In a Sentimental Mood

By Duke Ellington, Irving Mills & Manny Kurtz
1935

Composed as a jazz instrumental by Ellington, the song had lyrics added by Mills and Kurtz later on. Ellington's own orchestra naturally made the first recording, but the origin of the song can reportedly be found in an after-hours party at which Ellington and company were present. To quell an argument that had broken out, Duke spontaneously broke into the tune on the spot.

Lyrics:

In a sentimental mood,
I can see the stars come through my room,
While your loving attitude
Is like a flame that lights the gloom.

On the wings of every kiss
Drifts a melody so strange and sweet.
In this sentimental bliss,
You make my paradise complete.

Rose petals seem to fall.
It's all I could dream to call you mine.
My heart's a lighter thing
Since you made this night a thing divine.

In a sentimental mood,
I'm within a world so heavenly,
For I never dreamt that you'd be loving sentimental me.

Recorded By:

Ella Fitzgerald
Billy Joel
John Coltrane
Art Tatum
Stan Getz

2 comments:

Anonymous said...

To the best of my knowledge (and I'd welcome correction), the only song lyric to which Irving Mills contributed was "Diga-diga-doo." (There is, by the way, a hellacious recording of the Ellington band, under a different name, playing Diga-Diga-Doo with Mills on vocals.

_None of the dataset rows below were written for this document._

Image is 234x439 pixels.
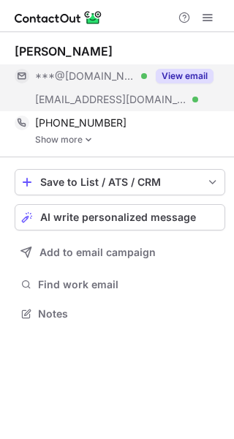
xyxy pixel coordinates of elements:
[156,69,214,83] button: Reveal Button
[15,44,113,59] div: [PERSON_NAME]
[35,116,127,130] span: [PHONE_NUMBER]
[40,176,200,188] div: Save to List / ATS / CRM
[40,212,196,223] span: AI write personalized message
[35,93,187,106] span: [EMAIL_ADDRESS][DOMAIN_NAME]
[15,239,225,266] button: Add to email campaign
[40,247,156,258] span: Add to email campaign
[35,70,136,83] span: ***@[DOMAIN_NAME]
[38,278,220,291] span: Find work email
[15,169,225,195] button: save-profile-one-click
[15,9,102,26] img: ContactOut v5.3.10
[15,204,225,231] button: AI write personalized message
[15,274,225,295] button: Find work email
[35,135,225,145] a: Show more
[38,307,220,321] span: Notes
[15,304,225,324] button: Notes
[84,135,93,145] img: -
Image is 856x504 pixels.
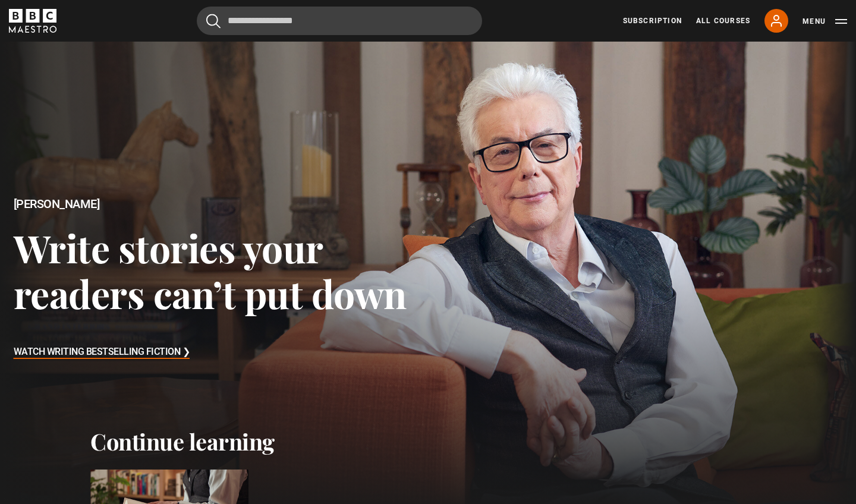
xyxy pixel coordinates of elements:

Jabbo Smith is playing trumpet, in the chair normally occupied by Bubber Miley.)

In any event, Mills was a song publisher who would publish songs by Black composers only if they would agree to list him as lyricist or co-composer. Mills appears as a co-composer or lyricist on songs by Ellington, Waller, Henderson, and countless others.

Of course, my information may be out of date, but I highly doubt that Irving Mills contributed to each and every song he was credited for. And I'd be astonished to find out that Mr. Diga-diga-doo had anything to do with "In a Sentimental Mood" beyond signing the checks.

B-Sol said...

You're probably right about this, but unfortunately there's no way to know for sure. This practice did go on very often.